Small wonder in such uncertain times, but at the moment everyone seems to be talking about the future of opera. In late March, The Australian newspaper hosted a roundtable discussion at its Sydney headquarters posing the question: ‘where to for opera in the 21st century?’. Ranging widely, the panel—including such straight-talkers as Opera Australia’s Lyndon Terracini and Opera Queensland’s Lindy Hume—looked at everything from the global issues of advances in technology and the engagement with new audiences to specific questions regarding Australian repertoire. A transcript of that discussion on the newspaper’s website (www.theaustralian.com.au) makes interesting reading.

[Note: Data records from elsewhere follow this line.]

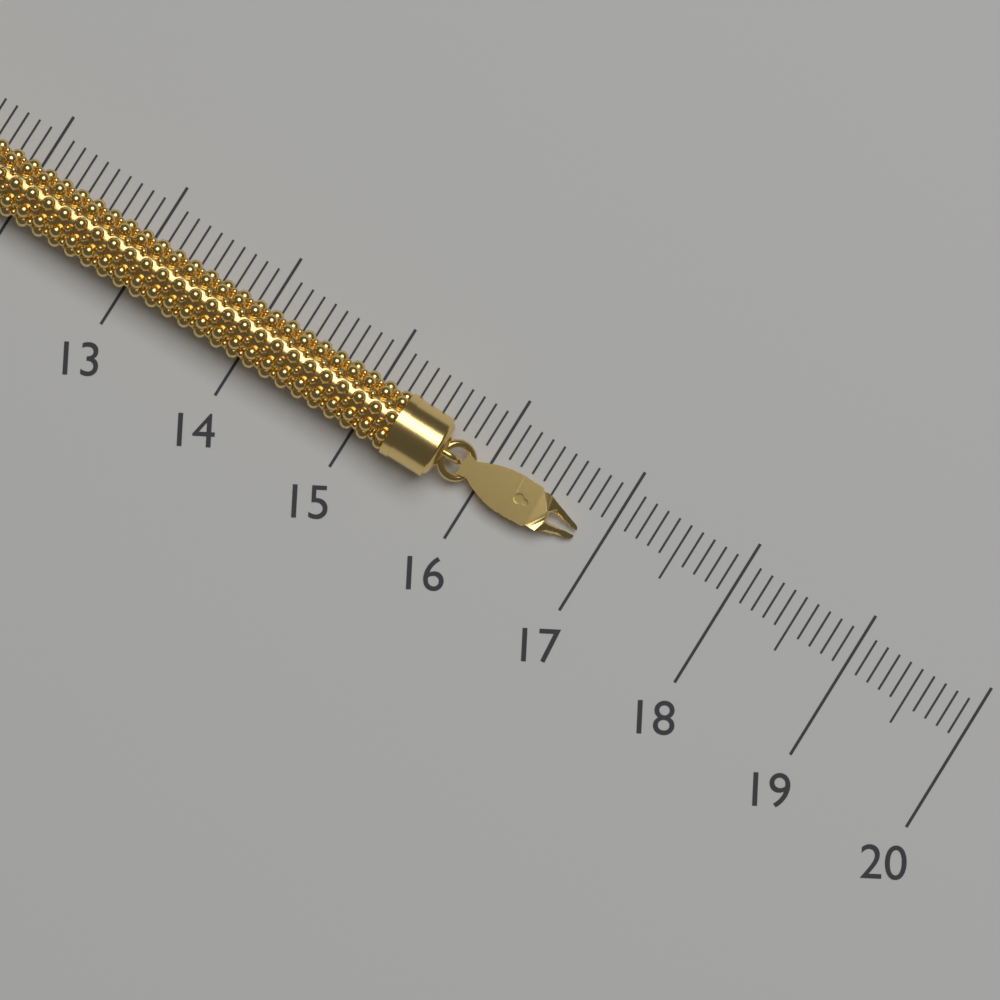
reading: 16.8 (no unit)
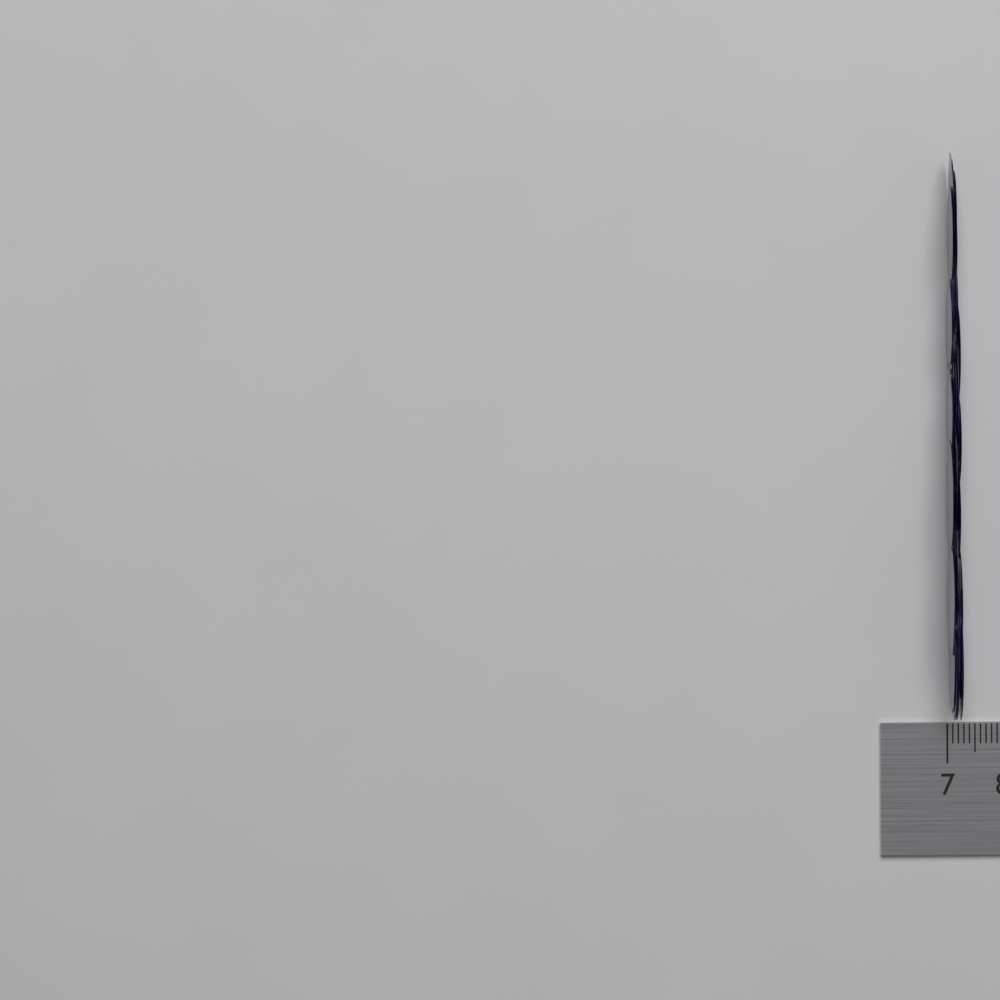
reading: 7.2 (no unit)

Closer to home, Opera Europa held its spring conference in Lyon under the banner of ‘Sustainability at what price?’, and though Gerard Mortier sent a sicknote, forcing his contribution off the agenda, most of the discussions flowed naturally from Nicholas Payne’s admonition, ‘do not waste the chance of a good crisis’. Once again, new media and ways of relating to a wider public were recurring themes. One of the keynote speakers was Diane Ragsdale, an American cultural economist based in the Netherlands, whose ‘Opera as a sustainable art form’ paper raised parallels with the natural world and warned of the dangers—if not the impossibility—of resisting evolution. Reminding us that if we prevent forest fires we disrupt the eco-system forever, she asked whether we spend too much time or money protecting systems—in this case failing companies or even outmoded attitudes— that might otherwise die, and questioned whether we are sustaining institutions rather than the art itself. Paradoxically enough, one can’t have sustainability (and therefore life) without renewal (death); but how does that help the current debate in, say, the Netherlands, where the government seems to have decided to support the larger institutions at the expense of smaller ones? And will short-term strategies for survival not make companies less worthy of survival in the long term? Perhaps rightly and inevitably, the Lyon conference raised more questions than it answered, yet it’s hard to see too many of the opera bosses present there rushing back home to turn everything upside down. After all, the subsidies they get— and mostly deserve—do encourage the maintenance of the status quo.

In the US, where in place of subsidies the companies rely on private funding to keep afloat, the financial crisis has had a particularly grim effect on opera houses. So expect much soul-searching at next month’s Opera America conference in Philadelphia, optimistically entitled ‘Creative Resurgence’. If it is true that—as Opera America claims—‘a wave of creativity is sweeping the operatic field as economic challenges and social change compel a rethinking of conventions’, then perhaps this crisis won’t have been wasted after all.

News from ENO makes one wonder about future directions there: Sir Peter Bazalgette is succeeding Sir Vernon Ellis as chairman. After two terms under the generous and civilized Ellis, who steadied a company left reeling by his predecessor Martin Smith, ENO may have to get used to a different style. Bazalgette, the ‘reality TV’ mogul who imported Big Brother to the UK, is generally credited with having downgraded British culture—promoting, as the Guardian has put it, ‘a televisual tranquilizer, administered from the top table of British society, down to the TV diners at the bottom’. He is also said to be a leading contender for chairmanship of Arts Council England, which itself nodded his ENO appointment through. If he gets it, won’t ‘Baz’ face eviction from his own house?